Ukraine’s most important ally may be the US Naval Academy’s admissions dept.
(Originally published April 19 in “What in the World“) The Republican Speaker of the U.S. House of Representatives, Mike Johnson, will put a bill reviving the flow of American military aid to Ukraine up for a vote, hoping to finally overcome his own party’s opposition to it—after reversing his own opposition to it.
After sending Ukraine $44.9 billion in weapons that slowly rose in range and effectiveness—from Stingers, howitzers and Himars rocket launchers, to Patriot missiles, Abrams battle tanks and F-16s—House Republicans pulled the plug last December just after the White House approved handing Kyiv long-range U.S. Army Tactical Missile Systems, or Atacms (now destroying Russian targets in Crimea). The party’s far-right wanted to hold Ukraine’s aid hostage to its domestic agenda, notably stemming the flow of immigrants across the southern U.S. border.
Republicans also groused belatedly about the lack of accountability around where U.S. weapons were going as Ukrainian President Volodymyr Zelensky pursued a crackdown last fall against military corruption that felled his own defense minister. And as Putin calculated, Americans became bored with Ukraine and its rising price tag last summer when Kyiv’s long-delayed spring counteroffensive fizzled. Then in October, Hamas attacked Israel, and Ukraine was swept quickly off the front page by events in Gaza and the expanding war in the Middle East.
But the war in Ukraine hasn’t ended. The Republican move sent Ukraine’s other allies in the North Atlantic Treaty Organization scurrying to keep Ukraine supplied with what is already a dangerously low global stockpile of artillery. That enabled other defense contractors to gain an edge in supplying Ukraine and demonstrating their battlefield prowess. War in Gaza made things even worse, as Israel started using artillery there that had been bound for Ukraine. In the meantime, Ukraine’s forces have come even closer to running out of ammo, enabling invading Russian forces to inch forward even as their own ammo shortages keep both sides locked in a deadly stalemate. Now it’s Russia that’s expected to launch a big summer offensive.
What’s changed on Capitol Hill? Republican opposition to Ukrainian assistance never squared well with its hawkish instincts, even if its leader, former President Donald Trump, has a predilection to support Russian President Vladimir Putin’s case in Ukraine. And holding up aid to Ukraine was also holding up weapons to protect Taiwan from potential invasion by China, which both Republicans and Democrats agree is America’s No.1 foe.
Zelensky has been playing his own cards, too. As observed in this space before, once you start arming a proxy, the proxy to some extent drives the relationship, since their actions become your actions, their provocations become your provocations, and their defeat, with or without your weapons, becomes your defeat. Pulling the plug isn’t an option. Escalation is inevitable.

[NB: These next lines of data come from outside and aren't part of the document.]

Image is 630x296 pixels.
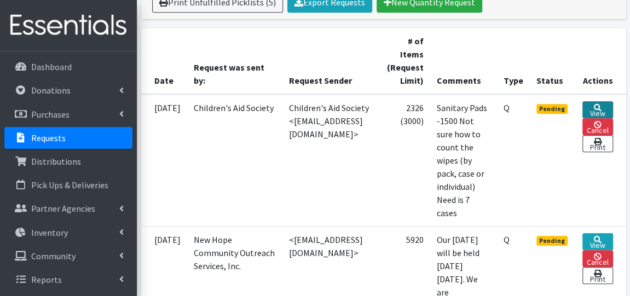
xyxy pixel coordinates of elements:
[31,227,68,238] p: Inventory
[283,28,380,94] th: Request Sender
[4,79,133,101] a: Donations
[380,28,430,94] th: # of Items (Request Limit)
[31,156,81,167] p: Distributions
[430,28,497,94] th: Comments
[583,250,613,267] a: Cancel
[537,104,568,114] span: Pending
[583,101,613,118] a: View
[504,102,510,113] abbr: Quantity
[504,234,510,245] abbr: Quantity
[4,222,133,244] a: Inventory
[576,28,627,94] th: Actions
[430,94,497,227] td: Sanitary Pads -1500 Not sure how to count the wipes (by pack, case or individual) Need is 7 cases
[187,28,283,94] th: Request was sent by:
[31,61,72,72] p: Dashboard
[4,269,133,291] a: Reports
[4,104,133,125] a: Purchases
[141,28,187,94] th: Date
[283,94,380,227] td: Children's Aid Society <[EMAIL_ADDRESS][DOMAIN_NAME]>
[4,198,133,220] a: Partner Agencies
[583,233,613,250] a: View
[537,236,568,246] span: Pending
[4,245,133,267] a: Community
[4,127,133,149] a: Requests
[583,135,613,152] a: Print
[4,174,133,196] a: Pick Ups & Deliveries
[4,7,133,44] img: HumanEssentials
[530,28,576,94] th: Status
[31,85,71,96] p: Donations
[31,274,62,285] p: Reports
[141,94,187,227] td: [DATE]
[4,56,133,78] a: Dashboard
[31,251,76,262] p: Community
[31,109,70,120] p: Purchases
[187,94,283,227] td: Children's Aid Society
[31,133,66,143] p: Requests
[583,267,613,284] a: Print
[497,28,530,94] th: Type
[4,151,133,173] a: Distributions
[31,180,108,191] p: Pick Ups & Deliveries
[380,94,430,227] td: 2326 (3000)
[31,203,95,214] p: Partner Agencies
[583,118,613,135] a: Cancel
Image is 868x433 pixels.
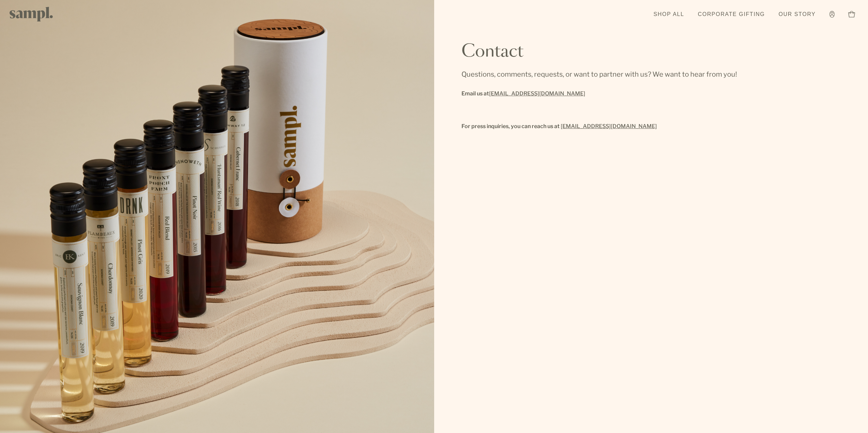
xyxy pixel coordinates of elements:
[461,68,737,81] p: Questions, comments, requests, or want to partner with us? We want to hear from you!
[694,7,768,22] a: Corporate Gifting
[650,7,688,22] a: Shop All
[461,123,560,130] strong: For press inquiries, you can reach us at
[489,89,585,99] a: [EMAIL_ADDRESS][DOMAIN_NAME]
[461,90,585,97] strong: Email us at
[775,7,819,22] a: Our Story
[560,122,657,131] a: [EMAIL_ADDRESS][DOMAIN_NAME]
[9,7,53,22] img: Sampl logo
[461,44,524,60] h1: Contact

So, when the White House wouldn’t give him the long-range attack drones he wanted for fear of provoking Putin into attacking NATO or going nuclear, Zelensky stepped up development of Ukraine’s own drones. Now, Ukrainian drones are proving capable of hitting Russian targets as far away as Siberia. And Kyiv is ignoring the White House’s requests for it to stop attacking targets in Russia. Zelensky’s message to Washington is clear: give me weapons to drive out the Russians or I will keep taking the fight to Putin.
But the biggest factor in clearing the Republic logjam to U.S. aid to Ukraine may be personal. Johnson’s own son starts at the U.S. Naval Academy later this year, meaning that if Russia wins in Ukraine, Johnson Jr. could be deployed in the European theater facing down what NATO increasingly fears would be an invasion of the Baltics. A continued proxy fight in Ukraine is preferable to an American parent than a full-fledged war in which U.S. troops have to honor America’s commitment to defending its NATO allies. Or as Johnson put it: “This is a live fire exercise for me, as it is for so many American families. This is not a game. It’s not a joke. We can’t play politics on this. We have to do the right thing.”